She shook her head. “I don’t feel trapped. I feel safe with you.”

“I’m not sure I’ve given you reason to.” He touched the back of her hand where it lay in her lap. “I’ve been waiting for you to bring up what happened in the alley. I mean, don’t women usually want to analyze things like that? What they mean?”

“I’m not sure talking about it will answer any questions.”

“Why’s that?”

She looked at him, her gaze level and strong. “I’m Rita’s sister, right?”

He’d said that, hadn’t he? Used it as an excuse to put a stop to their kiss in the rose garden. “I’m not sure you and I mean the same thing by that—”

“Does it matter?” She shrugged. “There are plenty of other reasons to keep our hands to ourselves. I’m your employee, we’re in a high-tension situation that’s not exactly conducive to making smart decisions—”

“I hurt Rita. I didn’t want to, but it happened. And you might be willing to overlook that enough to work for me, but I don’t think you could ever put it behind us. I know your parents couldn’t.” He looked down at his hand, realized he was still holding hers and pulled his away. “I think I’ve hurt the Marsh family enough for one lifetime.”

“Interesting that you assume you’ll hurt me.” There was no emotional inflection in her voice, only a hint of objective curiosity. He didn’t like not being able to read what she was feeling. Evie was usually an open book to him, her heart in her bright blue eyes. Seeing her so closed off from him made his chest ache.

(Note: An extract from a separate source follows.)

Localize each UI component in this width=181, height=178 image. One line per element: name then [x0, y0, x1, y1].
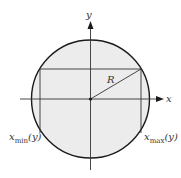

“I’m not a good bet where relationships are concerned. I’m stubborn and set in my ways, and I work in a high-stress, dangerous job.”

“Right.”

Her calm nonresponse annoyed him. “So you understand.”

“Sure. I understand.” She scooted off the bed, stretching her arms over her head. “Do I smell food?”

“Yes, you do. And I hope to hell it’s not burning.”

Fortunately, the beans and turnip greens weren’t overcooked, and he spooned the vegetables onto a couple of plates Evie retrieved from the cupboard. “Sorry these weren’t home-cooked,” he said.

“They’re not bad.”

“But not as good as your mom’s.”

“Well, no. My mom grew up on a farm in Mississippi.”

“I know.”

She smiled at him again, driving away more of his uneasiness. “Right. She made it her mission to teach me to cook. I wasn’t the most willing of students—I preferred to be outside running and climbing and chasing boys away from my secret fort—but she was relentless.”

“She taught me a few things, too.” He answered her smile with one of his own. “One time she showed me how to make peanut-butter fudge. Shannon still asks for peanut-butter fudge as her Christmas present from me. Every year.”

“I love my mom’s peanut-butter fudge. Of course, I have a voracious sweet tooth.”

“I know. I bribed you with enough candy bars.” As she looked up at him, a hint of surprise in her blue eyes, he remembered the cookies. “And speaking of your sweet tooth…”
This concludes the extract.